Withholding the metrics from staffers also served to underscore the hierarchical status quo, with editors as the arbiters of what is news-worthy. “If editors alone had access to metrics, they alone could control the way in which the data was interpreted and mobilized,” writes Petre. And, she observed, editors spoke about metrics after-the-fact—when they justified a decision—rather than factoring them in during the decision making process. Yet none of this prevented reporters from gut-checking the analytics themselves, scouring the site’s “most-emailed” and “most-viewed” displays, unsure how seriously to take inclusion (or exclusion) from those daily round-ups. These lists didn’t give writers the blunt ranking that Gawker writers were encouraged to access with every new article, but it didn’t prevent Times writers from being interested in how their work stacked-up numerically.
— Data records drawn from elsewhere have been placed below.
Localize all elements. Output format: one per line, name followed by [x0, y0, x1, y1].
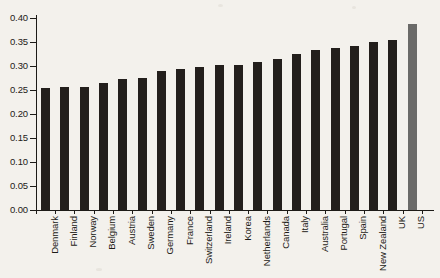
x-axis-category-label: Finland: [69, 216, 79, 246]
x-axis-tick: [403, 210, 404, 214]
x-axis-tick: [55, 210, 56, 214]
scan-artifact: [218, 4, 223, 7]
bar: [273, 59, 282, 210]
x-axis-category-label: Germany: [165, 216, 175, 254]
x-axis-tick: [248, 210, 249, 214]
bar: [369, 42, 378, 210]
x-axis-category-label: Spain: [358, 216, 368, 240]
x-axis-tick: [306, 210, 307, 214]
scan-artifact: [352, 6, 356, 9]
y-axis-tick-label: 0.15: [10, 133, 28, 143]
bar: [99, 83, 108, 210]
x-axis-tick: [287, 210, 288, 214]
x-axis-category-label: Italy: [300, 216, 310, 233]
x-axis-category-label: Denmark: [50, 216, 60, 254]
x-axis-category-label: Portugal: [339, 216, 349, 251]
bar-series: [36, 18, 434, 210]
bar: [157, 71, 166, 210]
bar: [253, 62, 262, 210]
x-axis-tick: [113, 210, 114, 214]
bar: [350, 46, 359, 210]
x-axis-category-label: Ireland: [223, 216, 233, 244]
x-axis-category-label: Netherlands: [262, 216, 272, 266]
x-axis-category-label: France: [185, 216, 195, 245]
scan-artifact: [96, 268, 102, 271]
bar: [311, 50, 320, 210]
x-axis-tick: [171, 210, 172, 214]
x-axis-tick: [345, 210, 346, 214]
y-axis-tick-label: 0.20: [10, 109, 28, 119]
bar: [388, 40, 397, 210]
x-axis-tick: [267, 210, 268, 214]
bar-chart: 0.000.050.100.150.200.250.300.350.40 Den…: [0, 0, 440, 278]
x-axis-category-label: Korea: [243, 216, 253, 241]
y-axis-tick-label: 0.25: [10, 85, 28, 95]
x-axis-tick: [94, 210, 95, 214]
bar: [234, 65, 243, 210]
x-axis-tick: [132, 210, 133, 214]
y-axis-tick-label: 0.00: [10, 205, 28, 215]
x-axis-tick: [36, 210, 37, 214]
x-axis-tick: [229, 210, 230, 214]
x-axis-category-label: Norway: [88, 216, 98, 248]
x-axis-tick: [422, 210, 423, 214]
bar: [195, 67, 204, 210]
x-axis-category-label: Switzerland: [204, 216, 214, 264]
x-axis-category-label: US: [416, 216, 426, 229]
bar: [118, 79, 127, 210]
x-axis-category-label: New Zealand: [378, 216, 388, 271]
y-axis-tick-label: 0.05: [10, 181, 28, 191]
x-axis-tick: [210, 210, 211, 214]
x-axis-category-label: Canada: [281, 216, 291, 249]
x-axis-tick: [383, 210, 384, 214]
bar: [292, 54, 301, 210]
x-axis-tick: [152, 210, 153, 214]
x-axis-category-label: UK: [397, 216, 407, 229]
x-axis-category-label: Austria: [127, 216, 137, 245]
x-axis-tick: [364, 210, 365, 214]
y-axis-tick-label: 0.10: [10, 157, 28, 167]
y-axis-tick-label: 0.40: [10, 13, 28, 23]
bar: [408, 24, 417, 210]
x-axis-category-label: Australia: [320, 216, 330, 252]
bar: [41, 88, 50, 210]
bar: [176, 69, 185, 210]
x-axis-tick: [325, 210, 326, 214]
bar: [215, 65, 224, 210]
y-axis-tick-label: 0.30: [10, 61, 28, 71]
x-axis-tick: [190, 210, 191, 214]
x-axis-line: [36, 210, 434, 211]
y-axis-tick-label: 0.35: [10, 37, 28, 47]
bar: [80, 87, 89, 210]
bar: [60, 87, 69, 210]
x-axis-category-label: Sweden: [146, 216, 156, 250]
x-axis-category-label: Belgium: [107, 216, 117, 250]
x-axis-tick: [74, 210, 75, 214]
bar: [331, 48, 340, 210]
bar: [138, 78, 147, 210]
This emotional reaction to analytics, Petre found, is something that had been considered—even capitalized on—by Chartbeat staffers. “It’s not the identity of the number, it’s the feeling that the number produces,” one Chartbeat employee told Petre, a concept reflected in their product. “The dashboard is designed to communicate deference to journalistic judgment, cushion the blow of low traffic, and provide opportunities for celebration in newsrooms,” writes Petre.

That’s why concurrents—the number of readers on a site at a given time—operate like a “candy metric,” causing a dial to swing toward the positive zone as the number of visitors goes up. Editors and reporters, according to Petre, consistently associated Chartbeat with “concurrents” rather than “vegetable metrics,” like visitor frequency or the “engaged time” metric that Chartbeat has been working to introduce to advertisers. Those metrics “contribute to its prestige and to clients’ sense that Chartbeat “gets it,” writes Petre, but in her opinion did not feed into editors’ own assessments of their sites.

Yet, much has happened since Petre’s investigation. The Times, after the launch of its innovation report, has hired a swath of digital native editors and an audience engagement team to answer the question of how analytics should factor into editorial decisions. On the other side, Gawker, driven by a failure to compete with Buzzfeed’s skyrocketing numbers, has flipped the other way, introducing a new system where editors, rather than numbers, dictate employee compensation. “These recent developments suggest that Gawker and The Times, once polar opposites in their orientations toward metrics, are moving closer to one another,” says Petre.

After all, metrics alone don’t create a newsroom culture, it’s the way they’re interpreted. Petre, for her part, recommends newsrooms take time “for reflective, deliberate thinking removed from daily production pressures about how best to use analytics.” Of course, this is a demand that runs contrary to the relentless, constantly innovating pace of the Internet. But if news organizations as divergent as The Times and Gawker can come to a similar meeting place, it stands that others can as well.